SAN ONOFRE STATE BEACH, CA – The warm spring weather in Wooster, OH has us dreaming of the beach rather than finals week. Some lucky Wooster Geologists had a recent beach fix when they visited San Onofre State Beach in southern California during the Keck Symposium. Symposium attendees had two options for the traditional Friday Field Trip: San Onofre Beach or Mecca Hills. It was a difficult choice, but the prospect of spending a warm day on the Pacific coast in April was quite persuasive for this midwest geologist.
The San Mateo sandstone is a well-sorted marine unit with highly rounded grains that was likely deposited in a submarine fan setting. Although the sandstone itself is beautiful, what really caught our eye was the well-exposed Cristianitos Fault and associated deformation.
Underlying the San Mateo sandstone is the mid Miocene Monterey Formation, a layered marine siltstone locally interbedded with volcanic ashes. Slumps occur in the Monterey Formation all along the coast.
Above the marine units is a thin, flat-lying cobble-rich layer. The cobbles were deposited on an ancient marine terrace ~125 ka. They littered the beach, so we had a chance to look at them up-close. What we observed were gorgeous hard-rock cobbles from the Cretaceous Catalina Blueschists and the Peninsular Ranges Batholith.
Beautiful sedimentary rocks … even though they are deformed! I remember this beach well from my childhood. I even had a tour of that nuclear power plant when I was a high school science student. That ~125 ka terrace, by the way, is from the same Eemian event Al Curran and I have been studying in the Bahamas.
Looks like it was a great trip!
The engineering geologist in me both loves and is horrified by these pictures.
I love these photos!!! 🙂
Thank you so much for this informative article! I had been having such a hard time figuring out the geology here and you explained it so well. Thank you!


EXERCISE OBJECTIVE —
What you give back should be exactly the lines from the one with "Identify the location of span: +1." through the final line of the material, pictures removed; please add nothing.

DATA EXTRACTS —
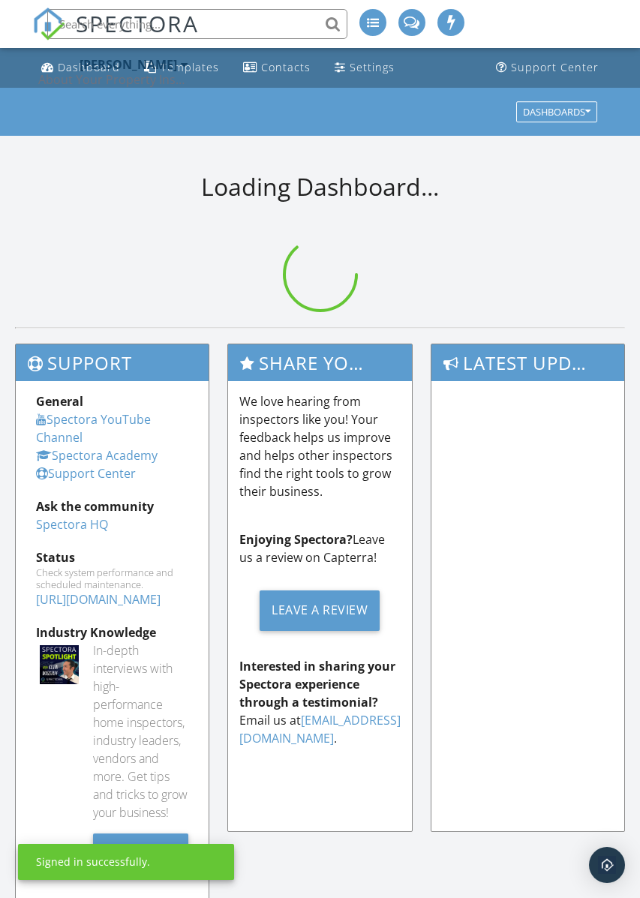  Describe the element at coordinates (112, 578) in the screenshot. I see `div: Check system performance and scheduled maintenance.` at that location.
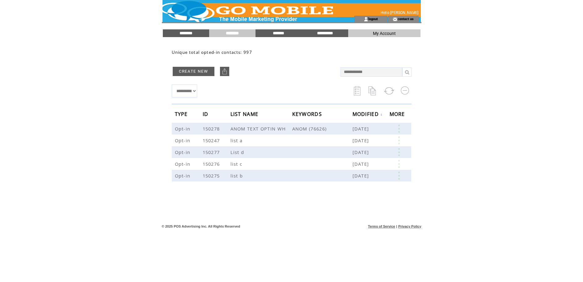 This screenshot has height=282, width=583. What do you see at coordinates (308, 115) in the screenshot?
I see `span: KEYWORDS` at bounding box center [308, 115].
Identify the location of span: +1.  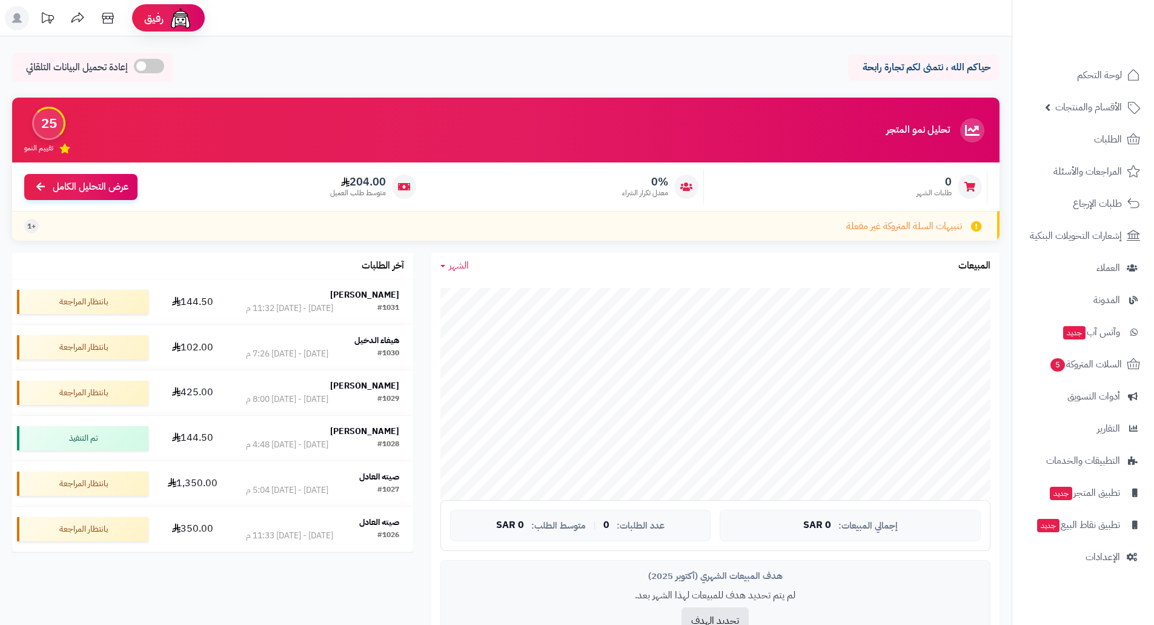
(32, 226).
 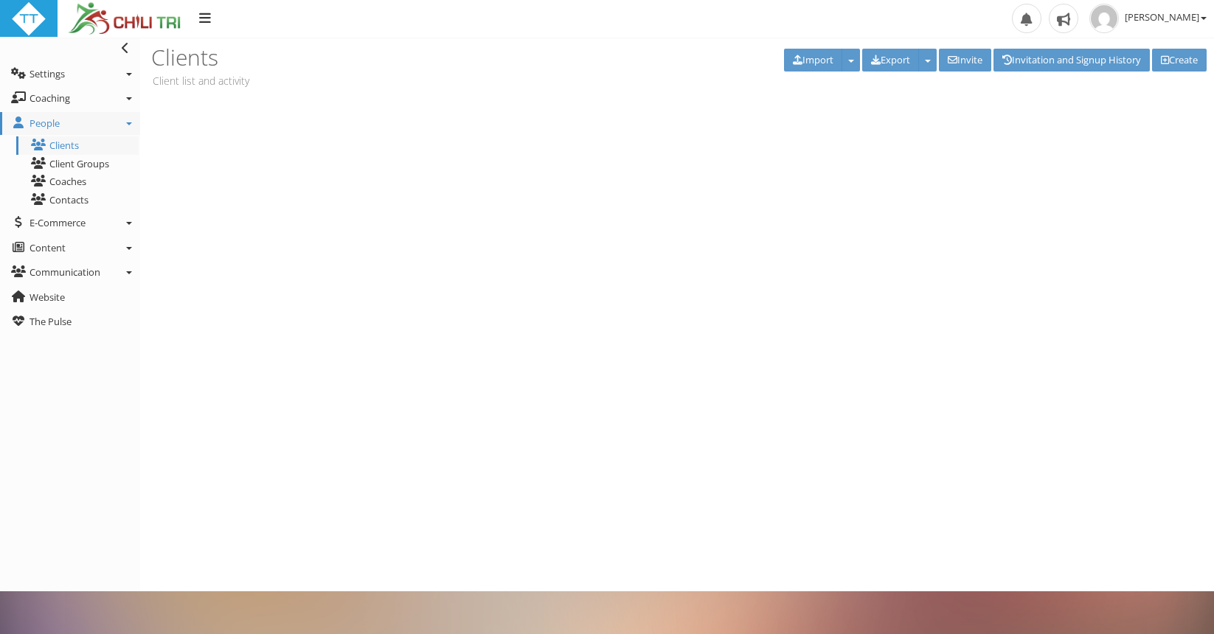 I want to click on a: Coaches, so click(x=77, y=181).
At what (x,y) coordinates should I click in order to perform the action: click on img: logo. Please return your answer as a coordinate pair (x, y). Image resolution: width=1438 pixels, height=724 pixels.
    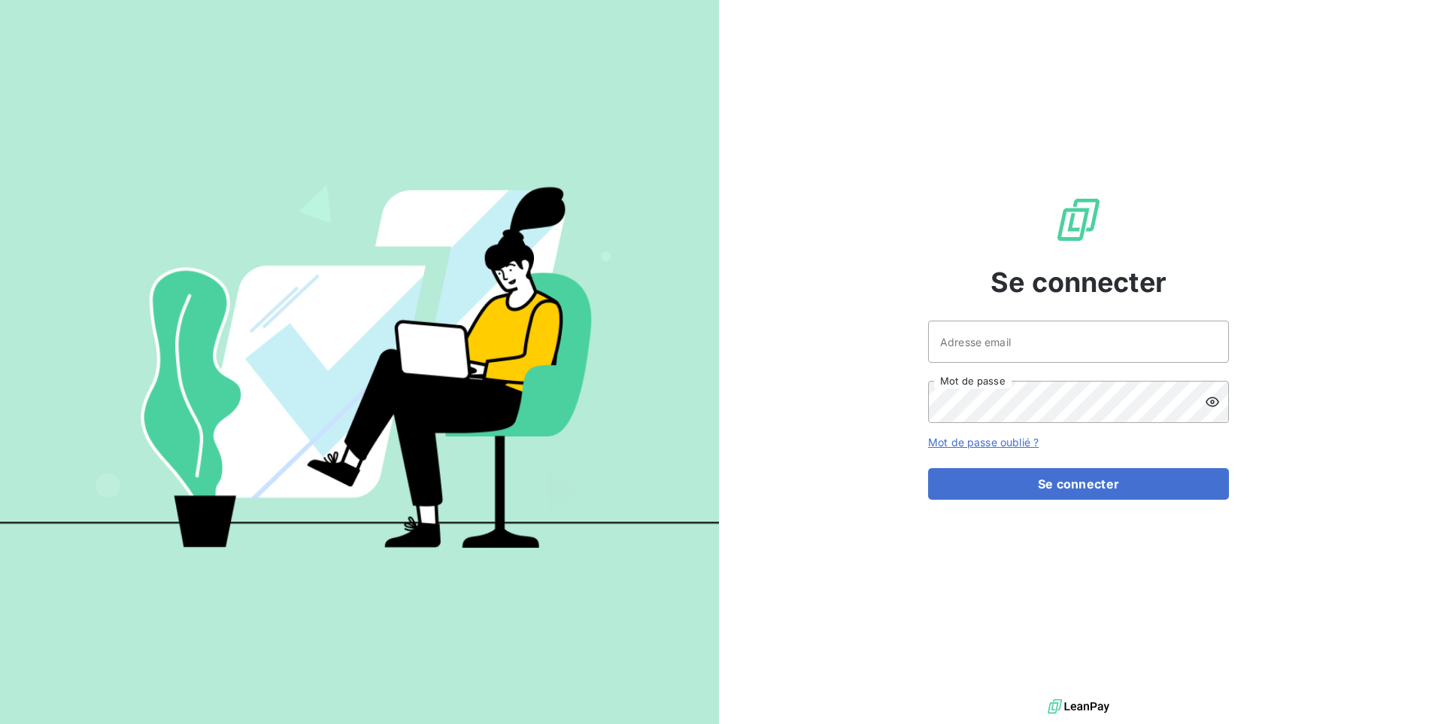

WRITTEN REPLY —
Identify the location of span: +1.  
(32, 226).
  I want to click on a: Coaches, so click(x=77, y=181).
At what (x,y) coordinates should I click in order to perform the action: click on img: logo. Please return your answer as a coordinate pair (x, y). Image resolution: width=1438 pixels, height=724 pixels.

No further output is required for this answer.